If you give her Communion, you face the same thing from the other side. This is the side that considers itself part of God’s army. They’re fighting a war for the future of this country and the lives of more than 600,000 babies per year. And for God. So they’re right in all that they do. You’re now fodder for the likes of Josh Hawley, Lauren Boebert, Marjorie Taylor-Greene, and Tucker Carlson. It’s not beyond the pale that your name becomes part of your message.

Either way, you might go from a private citizen who just wants to serve God in the best way you know how, to a briefly central figure in the biggest political food fight in years.

All because you wanted to serve the God who died so that people who mess up (that would be all of us) would see a tangible sign of his inexhaustible love.

There’s something wrong with this picture.

Southern Baptist Convention sex abuse scandal casts doubt on all Christian faiths

Through my younger years, when I heard people talk about Catholic priests sexually abusing children (particularly boys), I figure it was the typical anti-Catholic crap from people who didn’t like Catholics or their stance on abortion.
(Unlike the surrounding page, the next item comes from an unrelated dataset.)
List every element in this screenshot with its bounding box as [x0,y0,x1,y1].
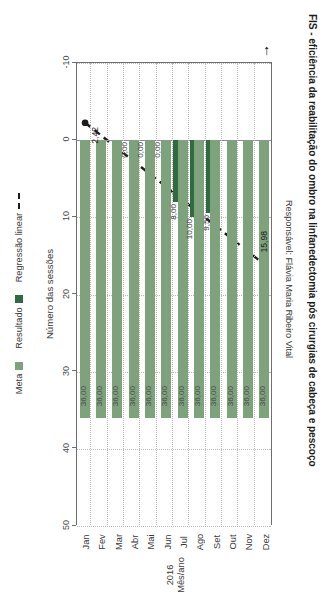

I’d been Catholic all my life. I’d played basketball in the parish gym in Broadalbin, New York. I as an altar boy. I went to a Catholic High School.

I figured if that abuse were happening, I’d have heard about it. I never did..
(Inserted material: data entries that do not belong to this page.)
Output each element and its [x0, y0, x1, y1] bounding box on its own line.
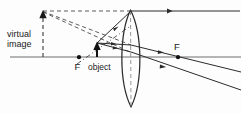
optics-ray-diagram: virtual image F F object [0, 0, 241, 114]
converging-lens [122, 10, 140, 107]
ray-diagram-canvas: virtual image F F object [0, 0, 241, 114]
virtual-image-label-line2: image [7, 39, 32, 49]
focal-point-left-dot [77, 55, 81, 59]
object-label: object [88, 62, 111, 72]
virtual-extension-upper-line [43, 12, 131, 46]
center-ray-refracted [131, 52, 241, 90]
secondary-ray-refracted-arrow [158, 50, 164, 54]
virtual-extension-lower-line [43, 12, 131, 53]
center-ray-refracted-arrow [160, 65, 167, 69]
parallel-ray-refracted-arrow [167, 8, 173, 13]
lens-vertical-axis [131, 11, 132, 106]
focal-point-right-dot [176, 55, 180, 59]
focal-point-right-label: F [174, 41, 180, 52]
virtual-image-label-line1: virtual [7, 29, 31, 39]
focal-point-left-label: F [75, 61, 81, 72]
secondary-ray-refracted [131, 45, 241, 72]
center-ray-incident-arrow [113, 46, 119, 49]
I was working at my parish when it came out, helping with the capital campaign for the new church we were building. A lady who had come into the church office for something spoke of how it hurt her to see the Church go through that. I wanted to jump up, get in her face, and say the church was the problem. How about feeling something for the victims?

As part of the cover-up of all the sexual abuse, the Phoenix Diocese would transfer the priests who’d been accused of misconduct to Hispanic parishes because they were less likely to object. Then a priest at our parish–a guy I’d talked to a few times and liked–was charged with abusing a child. He said he didn’t do it. When a second accusation came, he was gone immediately. We never found out what happened wiht him.

And yet, we’d still be attending the Catholic church if my parish hadn’t kicked out the Boy Scout troop. My son was a scout at the time and we supported him in not wanting to attend a church that kicked his troop out. I still attend a men’s small group there because I’ve known some of those guys twenty years.

Over the weekend, a bombshell report was released showing the same patterns in the Southern Baptist Convention. The same sexual abuse, the same coverups, the same shaming of victims to get them to go along. This Christianity Today article from a guy named Russell Moore spells everything out.

The church played all the same cards the Catholic church did, and added a few, like withholding missionary funding from individual churches who protested, calling the abuse accusations a tool of Satan to distract from the church’s mission, and dismissal of critics as Marxists. God apparently doesn’t love them as much as good Christian American conservatives.

One victim, a girl who was abused form the age of 14 and became pregnant, was forced to apologize in front of her entire church, but forbidden from naming the father. A former SBC president, Johnny Hunt, assaulted another pastor’s wife.

In another instance, 44 women came forward with complaints about a specific pastor. The report says they were shamed for what happened. The pastor was quietly transferred to another church.

The victims in this case were primarily women and children–and the weight of the church came down on them. This is the same church that exiles churches for having women pastors or having women speak from the pulpit on Mother’s Day. This church also opposes abortion without any exceptions, but doesn’t seem to have an issue with contraception.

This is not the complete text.